Why is Tennessee Last in the Nation in School Funding?
Volunteer State hits rock bottom in school funding, lags behind Southeastern neighbors
Tennessee has finally done it. After back-to-back GOP Governors and more than a decade of a GOP supermajority in the legislature, the state is now dead last in school funding in the United States.
While Gov. Bill Lee and lawmakers found $300 million in next year’s budget for a rapidly expanding private school discount coupon scheme, the state’s public schools (and the nearly 1 million students in them) are coming up losers.
A breakdown of the most recent national analysis of school funding by state finds:
Dead last — 51st — in per-student spending. Tennessee spent $12,147 per student in average daily attendance in the 2024–25 school year, ranking 51st nationally — last among all 50 states and the District of Columbia. That’s a three-spot collapse from the prior year’s 48th-place ranking. The national average is $19,393 per student — more than $7,200 above what Tennessee invests. (Per NEA Rankings of the States 2025; page 30)
$1.9 billion needed to catch closest neighboring state. At dead last, Tennessee also ranks worse than every state on its borders. Virginia spends $19,168 per student — roughly the national average and more than $7,000 above Tennessee. Even Mississippi, the closest neighboring state in per-student funding, spends approximately $2,000 more per student than Tennessee. To only catch up with Mississippi’s per-student investment, Tennessee’s student funding formula would need to generate an additional $1.9 billion.
I recently noted that Tennessee teacher morale is below the national average - while that story addressed issues other than pay, resources provided to schools and teachers certainly play a role.
Teacher morale is declining nationally, a new report suggests. And, the morale of teachers in Tennessee is below the national average (and below several of our neighboring states).
Education Week provides the national and state-level data based on a survey of teachers across the U.S.
Tennessee teachers reported a +10 - an overall positive ranking, but lower than the national average of +13. Tennessee teachers also reported lower overall morale than those in some neighboring states (South Carolina, 16; Arkansas, 24; Mississippi, 16; Georgia, 13).

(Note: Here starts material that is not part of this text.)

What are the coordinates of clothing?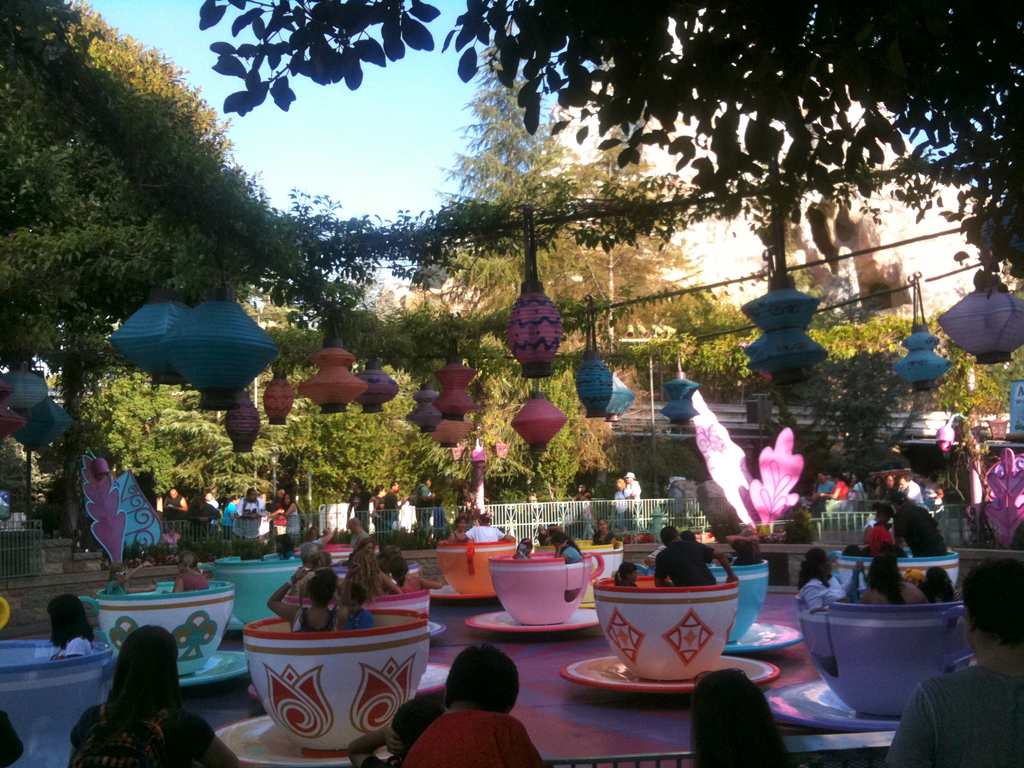
pyautogui.locateOnScreen(277, 502, 297, 556).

The NEA report also notes the sad status of teacher pay in Tennessee:
40th in average teacher pay — and teachers are earning less in real terms. The average Tennessee public school teacher earned $61,222 in the 2024–25 school year, ranking 40th in the nation. After adjusting for inflation, Tennessee teacher pay has fallen 6.5% over the last decade — meaning teachers are being paid less today in real dollars than they were 10 years ago.
Senate Democratic Caucus Chair London Lamar said of the report’s findings:
“While Gov. Lee and Republicans were busy shoveling hundreds of millions of taxpayer dollars into their private school voucher scam, they left nearly a million kids in Tennessee’s public schools with less funding per student than anywhere else in the nation. This isn’t an accident — it’s a choice. And Tennessee families are paying the price.”




Andy,I don't think the super majority cares. It has been the mission of the Lee administration to devalue and end public education. So far they were unsuccessful, but not for lack of trying. I can only hope that the voters will look at what they have done and pledge to restore funding and support for public education.